@mysteryman,
I prefer to sell Alaska back to the Russians for about $300 trillion dollars.
@cicerone imposter,
I think selling California makes alot more sense.
@okie,
Yeah, why don't you try it? ROFL
@okie,
But who would you sell it to?
If you want to sell it back to the people we got it from, you would have to sell part of it to Mexico and part of it to Russia.
After all, Russia did control parts of northern Ca.
@mysteryman,
I see; like minds think alike. ROFL
@cicerone imposter,
Are you going to actually try and deny what I said about who once controlled Ca?
@mysteryman,
trivia I'm not interested in. You can claim anything you wish about California.
@cicerone imposter,
Actually, you seem to be only worried about what others have said, and you cant stand the fact that you are most likely wrong about something.
You might have learned something, but you seem to be running away instead.
Why is that?
@mysteryman,
mysteryman wrote:
But who would you sell it to?
If you want to sell it back to the people we got it from, you would have to sell part of it to Mexico and part of it to Russia.
After all, R
Russia did control parts of northern Ca.
I don't honestly know. I'm not sure anyone would want it, given the debts piling up.
@cicerone imposter,
Then, instead of Sarah seeing Russia from her front porch, she'd be in it!
Wonderful. What's they're laws about children born out of wedlock?
Russians, from Alaska, were moving down the coast, and in 1812 established Fort Ross, a fur trading outpost on the coast of today's Sonoma County.
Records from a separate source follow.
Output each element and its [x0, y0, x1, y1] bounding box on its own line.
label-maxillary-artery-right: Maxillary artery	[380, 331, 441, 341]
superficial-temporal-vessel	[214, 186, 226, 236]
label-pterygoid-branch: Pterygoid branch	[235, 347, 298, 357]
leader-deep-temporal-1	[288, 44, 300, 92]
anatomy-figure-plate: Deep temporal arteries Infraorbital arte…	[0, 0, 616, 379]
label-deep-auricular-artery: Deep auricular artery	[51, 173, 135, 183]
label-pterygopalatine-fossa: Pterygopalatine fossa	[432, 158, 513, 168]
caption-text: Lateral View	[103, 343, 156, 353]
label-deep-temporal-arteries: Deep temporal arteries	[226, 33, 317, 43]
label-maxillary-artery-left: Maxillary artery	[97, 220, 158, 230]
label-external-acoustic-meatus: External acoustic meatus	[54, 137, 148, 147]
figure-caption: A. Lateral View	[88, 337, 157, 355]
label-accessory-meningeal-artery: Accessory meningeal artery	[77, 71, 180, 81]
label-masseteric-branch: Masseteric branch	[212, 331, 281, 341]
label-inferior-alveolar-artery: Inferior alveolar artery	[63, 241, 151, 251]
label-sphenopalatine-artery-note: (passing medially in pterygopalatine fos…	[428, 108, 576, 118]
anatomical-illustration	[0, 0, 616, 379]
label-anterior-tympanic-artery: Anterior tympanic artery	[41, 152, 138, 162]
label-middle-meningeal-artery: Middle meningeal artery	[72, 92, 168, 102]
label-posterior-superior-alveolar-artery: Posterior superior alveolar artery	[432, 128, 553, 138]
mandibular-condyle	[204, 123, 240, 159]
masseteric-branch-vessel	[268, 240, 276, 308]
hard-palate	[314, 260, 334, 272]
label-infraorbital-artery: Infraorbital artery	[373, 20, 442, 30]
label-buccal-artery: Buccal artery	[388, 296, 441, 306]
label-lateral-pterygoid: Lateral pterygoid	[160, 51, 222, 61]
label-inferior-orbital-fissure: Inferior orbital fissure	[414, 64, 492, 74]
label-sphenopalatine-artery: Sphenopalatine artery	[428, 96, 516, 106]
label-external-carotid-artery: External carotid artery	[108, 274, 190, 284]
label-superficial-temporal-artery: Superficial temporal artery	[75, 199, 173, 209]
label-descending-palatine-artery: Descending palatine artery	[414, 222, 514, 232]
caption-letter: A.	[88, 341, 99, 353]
Fort Ross was the southernmost point of expansion, meeting the Spanish northern expansion some 70 miles (113 km) north of San Francisco. In 1841, as the American presence in Northern California began to increase and politics began to change the region, a deal was made with John Sutter and the Russians abandoned their Northern California settlements.
-Encyclopedia Britannica
@okie,
okie wrote:
I think selling California makes alot more sense.
Haha, we could buy your pissant little state anytime we chose. What makes you think you could sell off the world's 6th largest economy?
Cycloptichorn
@Cycloptichorn,
Cyclo, Glad to see you wish to humor okie with his juvenile opinions that's based only on his juvenile brain with a juvenile imagination.
@cicerone imposter,
I see a very interesting trend happening in the currency markets now; the Euro is losing ground to the British pound. That will make trade more difficult between the two countries where most of their trade comes from. This is happening at a time in the world economy where international trade becomes more competitive and needed to survive.
I wonder about two issues; 1) trade between the European countries, and 2) trade with other countries (as their currency value drops).
I hear that you're going green. That should be a laugh.
@spendius,
You must be laughing at an inside joke.
@cicerone imposter,
Good news! I'm even on my retirement funds for YTD as of yesterday.
(But not for long.)
Kind of an interesting graph. Looks like more blue toward the top of the graph. And Michigan with one of the highest rates of union membership leads the pack.
@okie,
Pretty chart, okie. What % of workers in MI belong to a union?
@realjohnboy,
rjb, Your question got me curious, so this is what I found:
Quote:The Decline of the Union Movement in Michigan
Download PDF of the larger publication
By the terms of Michigan’s prevailing wage statute, the Michigan Department of Labor and Economic Growth is required to look at union rates exclusively in determining the prevailing wage. At the time the state law was passed, this might have been a reasonable way to find a prevailing wage. While there are no reliable figures for the state prior to 1983, it is estimated that in 1966, just one year after Michigan’s law was passed, union members made up 41.4 percent of the U.S. construction work force.[25] Given Michigan’s history as a heavily unionized state, it is very likely that half or nearly half of Michigan construction workers were covered by collective bargaining agreements, and the union rates generally did prevail at the time Michigan’s law was passed.
But since 1966, the percentage of American workers who belong to unions has been inexorably dropping, and workers in Michigan and the construction industry are no exception.* According to an analysis of U.S. Census Bureau data, the trend for the last 20 years has been downward: In 1986, 32.8 percent of construction workers in Michigan were union members; by 1996, that figure was 25.6 percent; and in 2006, only 22.1 percent of Michigan construction workers were union members.[26] Hence, Michigan’s prevailing wage law is based on wage rates for a shrinking minority of construction workers.